* _Assigned task_
What is needed is an exact copy of every line from the one containing "This screenshot has width=1820, height=1024." through the end of the entries; please set it down without any pictures.

(Working data Opens)

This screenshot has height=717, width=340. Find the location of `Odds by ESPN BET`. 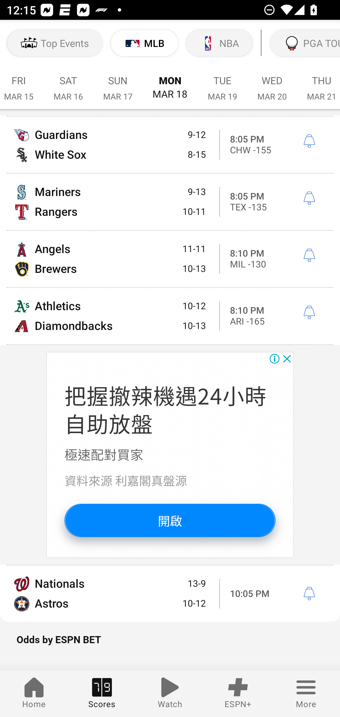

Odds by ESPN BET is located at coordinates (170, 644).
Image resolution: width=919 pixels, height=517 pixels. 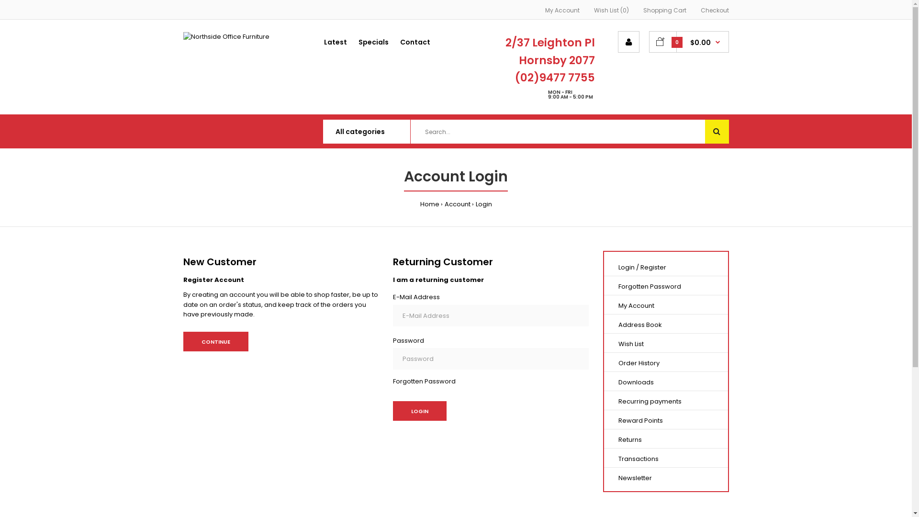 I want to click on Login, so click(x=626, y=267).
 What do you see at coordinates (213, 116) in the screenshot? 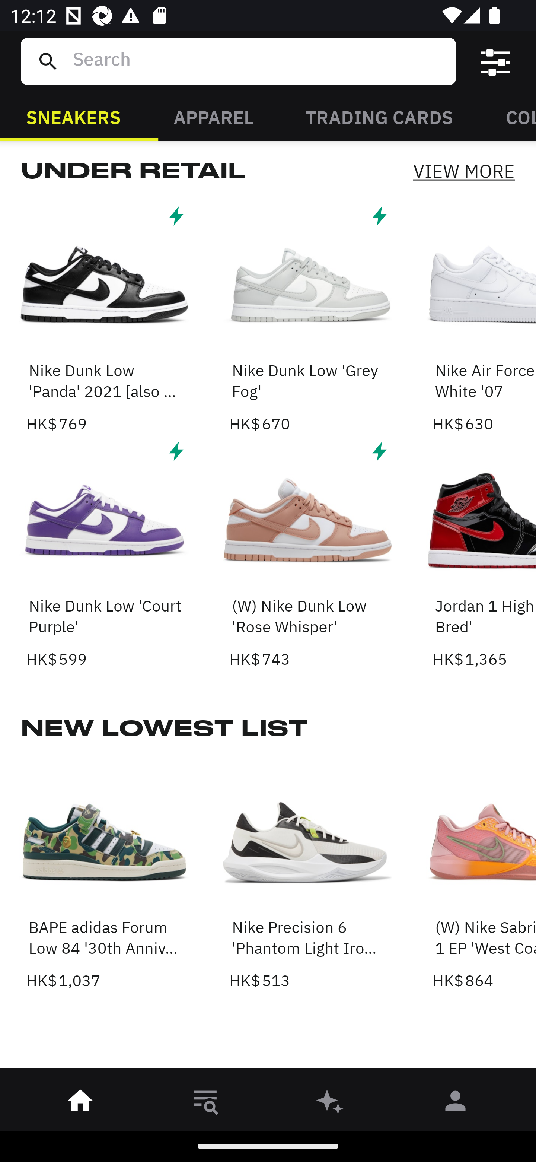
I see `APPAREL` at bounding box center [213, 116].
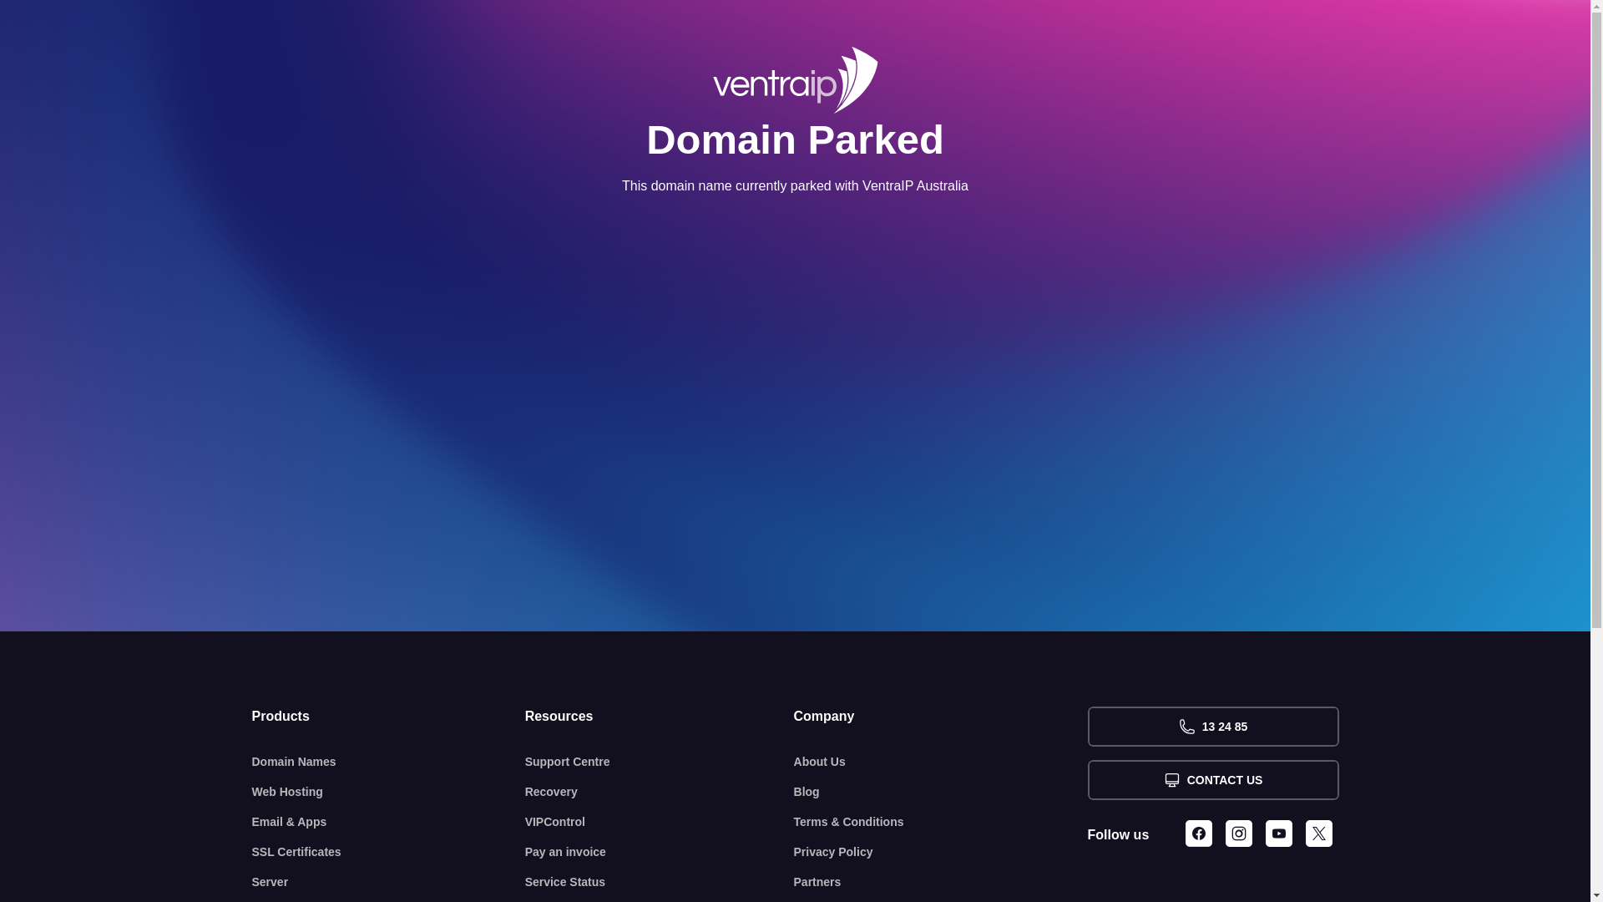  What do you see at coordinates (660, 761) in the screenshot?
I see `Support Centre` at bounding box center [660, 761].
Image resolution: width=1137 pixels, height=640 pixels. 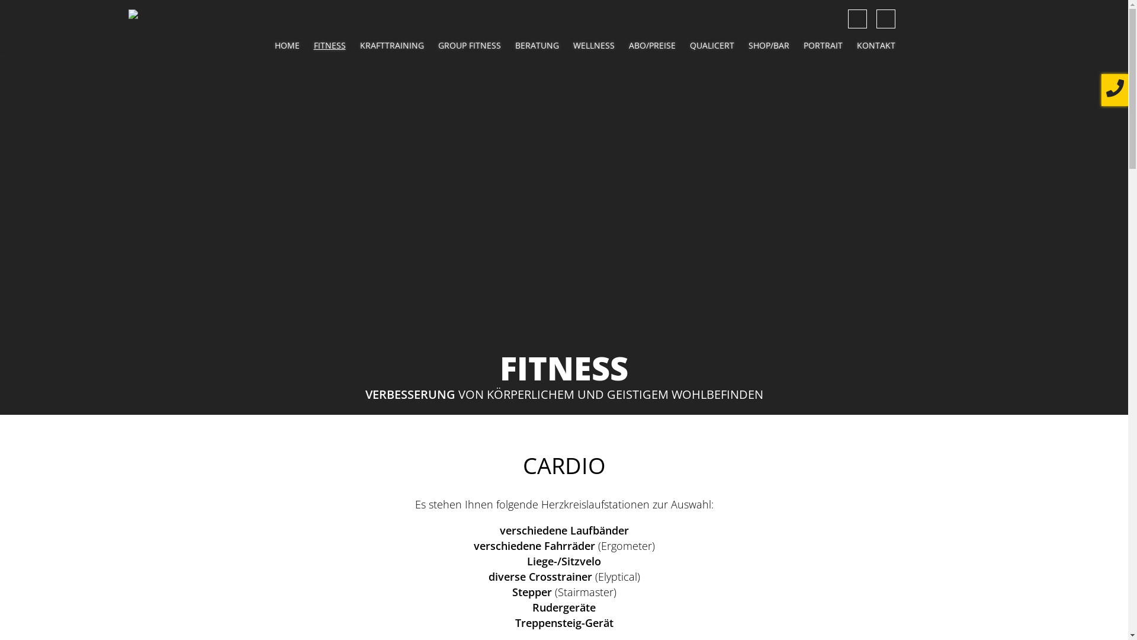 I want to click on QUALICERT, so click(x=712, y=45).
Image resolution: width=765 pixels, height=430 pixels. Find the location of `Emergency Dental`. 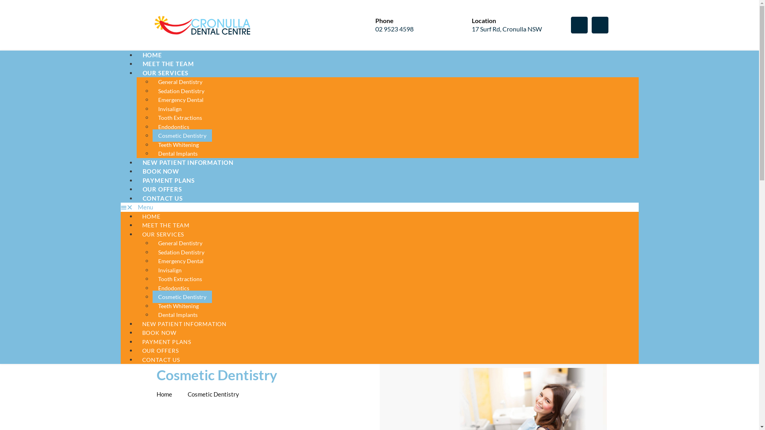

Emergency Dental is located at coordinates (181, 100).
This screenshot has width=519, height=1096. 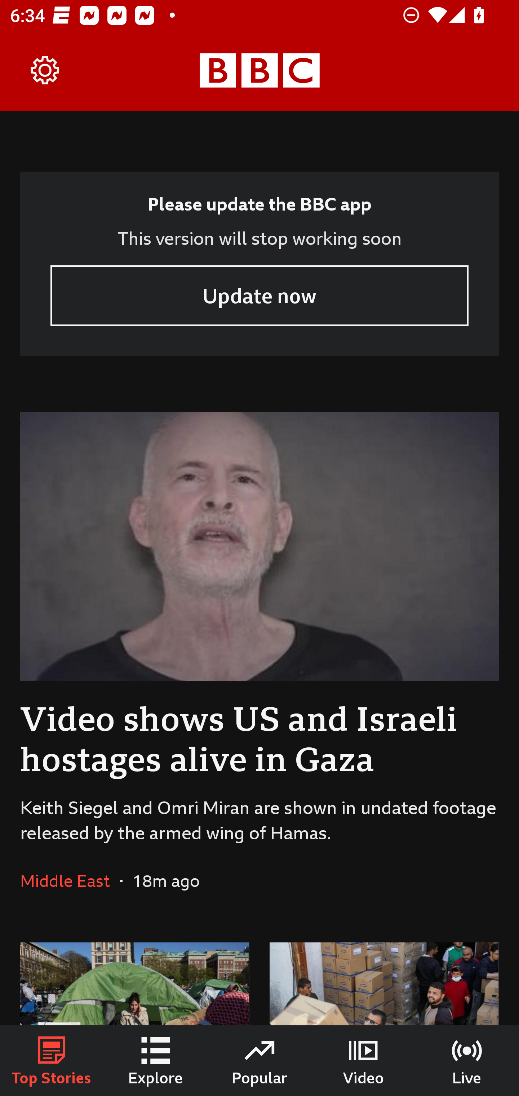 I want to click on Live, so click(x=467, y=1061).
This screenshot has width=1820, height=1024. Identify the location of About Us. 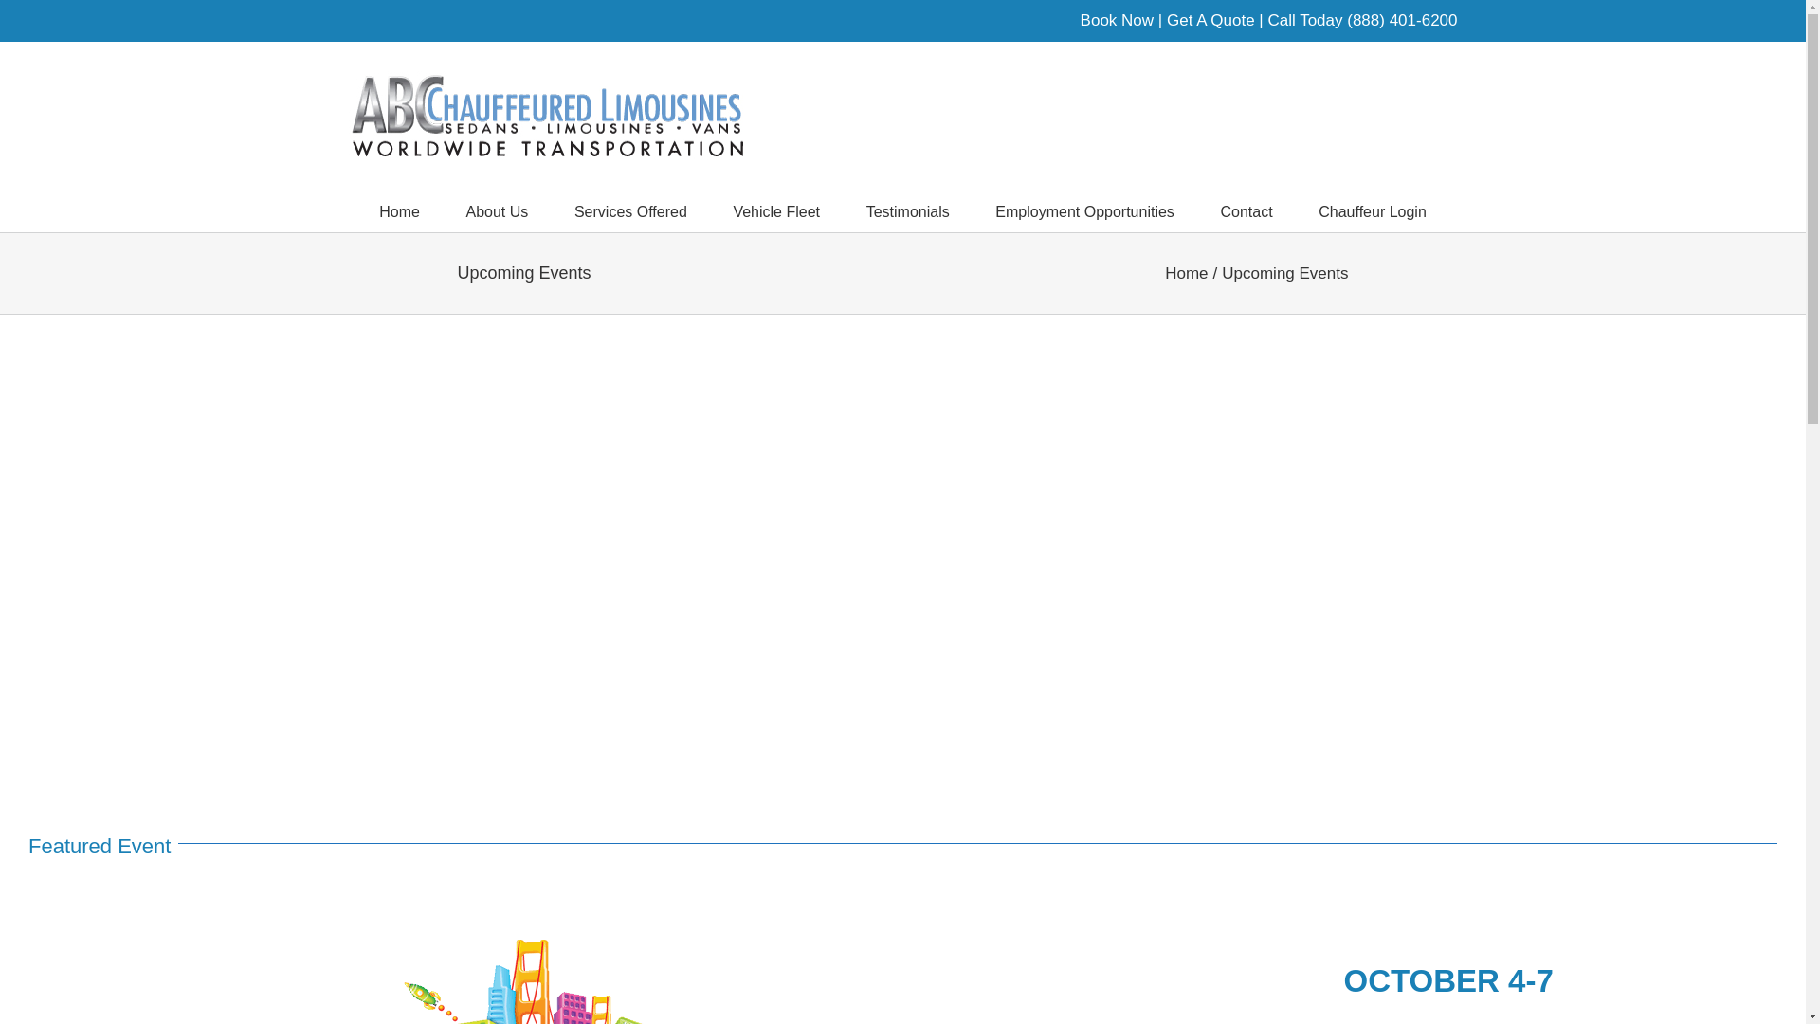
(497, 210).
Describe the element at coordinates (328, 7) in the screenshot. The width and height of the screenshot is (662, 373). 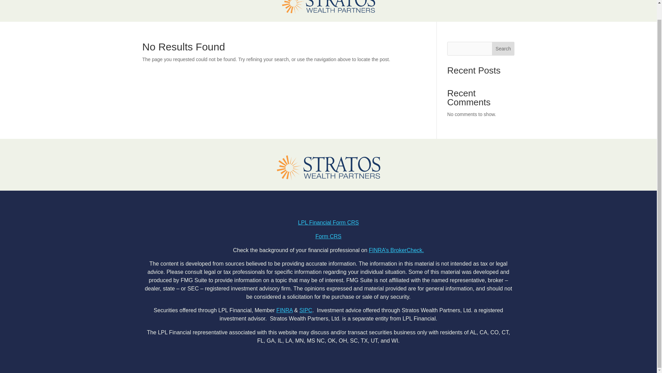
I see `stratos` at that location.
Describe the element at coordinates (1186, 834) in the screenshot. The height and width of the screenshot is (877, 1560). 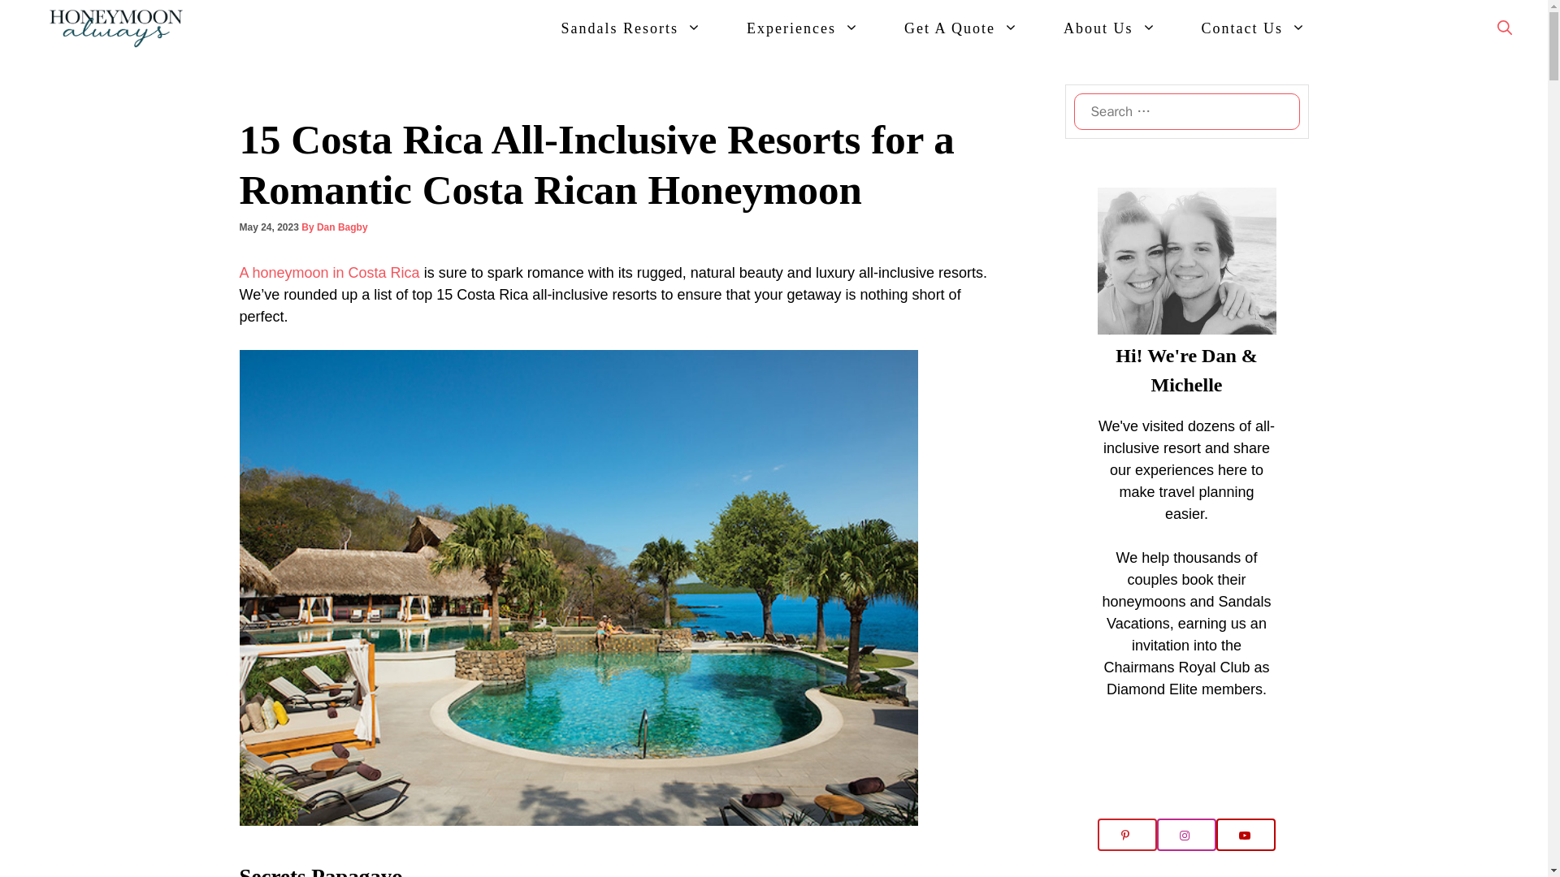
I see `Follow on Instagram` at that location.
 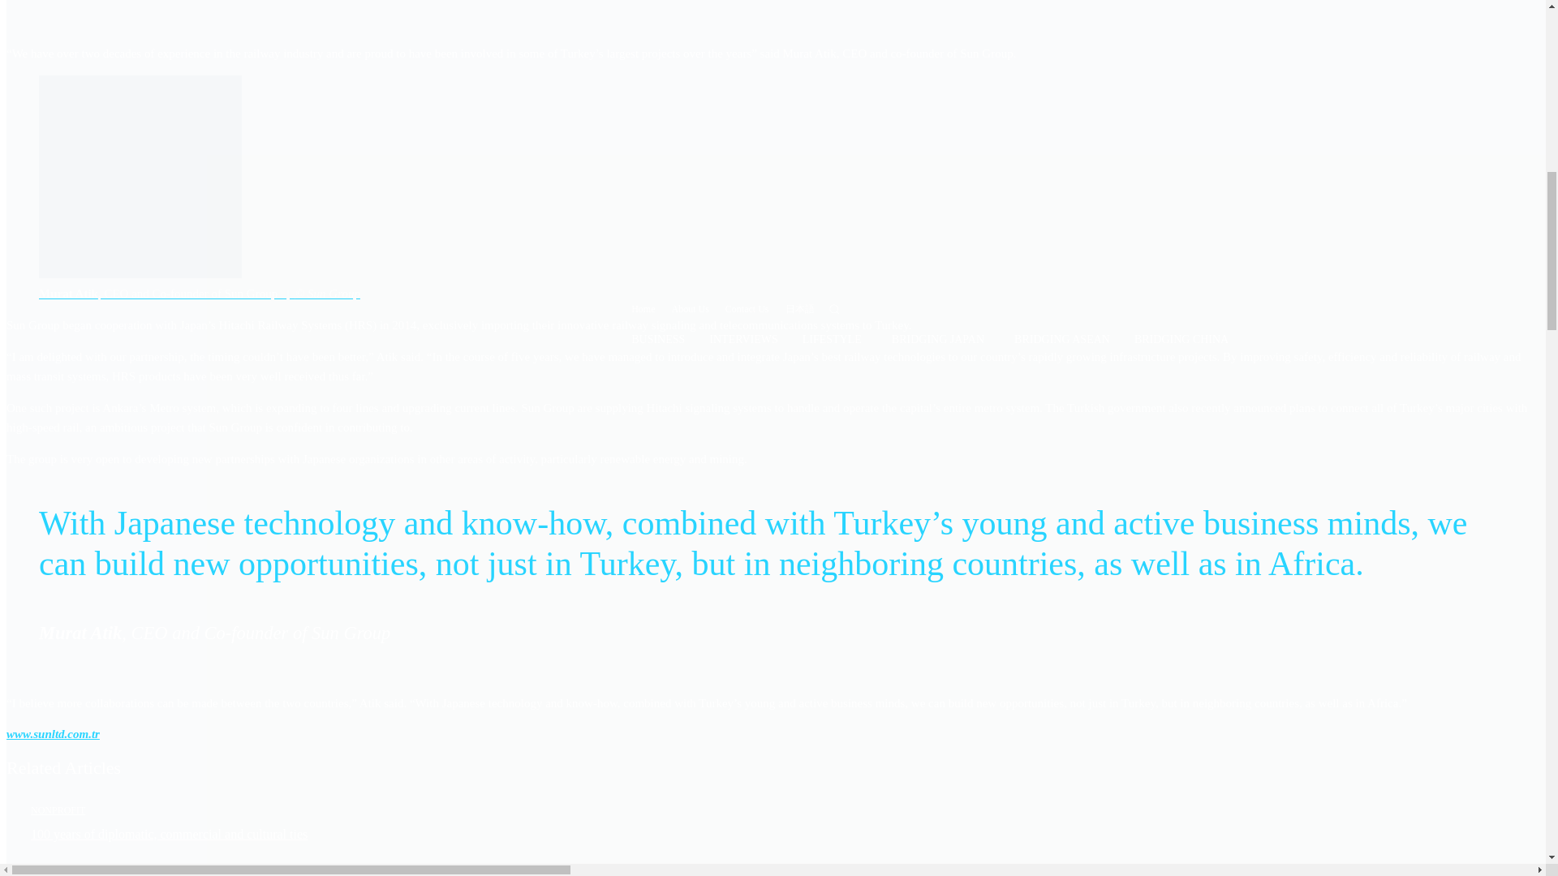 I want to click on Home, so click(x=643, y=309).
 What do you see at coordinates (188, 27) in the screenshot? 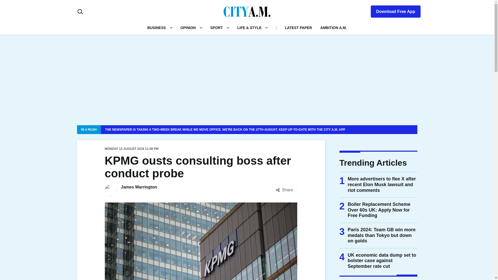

(Working data Closes)

* _Solution_
This screenshot has width=1820, height=1024. Identify the location of About Us. 
(497, 210).
Describe the element at coordinates (328, 7) in the screenshot. The width and height of the screenshot is (662, 373). 
I see `stratos` at that location.
Describe the element at coordinates (1186, 834) in the screenshot. The height and width of the screenshot is (877, 1560). 
I see `Follow on Instagram` at that location.
  I want to click on Home, so click(x=643, y=309).
 What do you see at coordinates (188, 27) in the screenshot? 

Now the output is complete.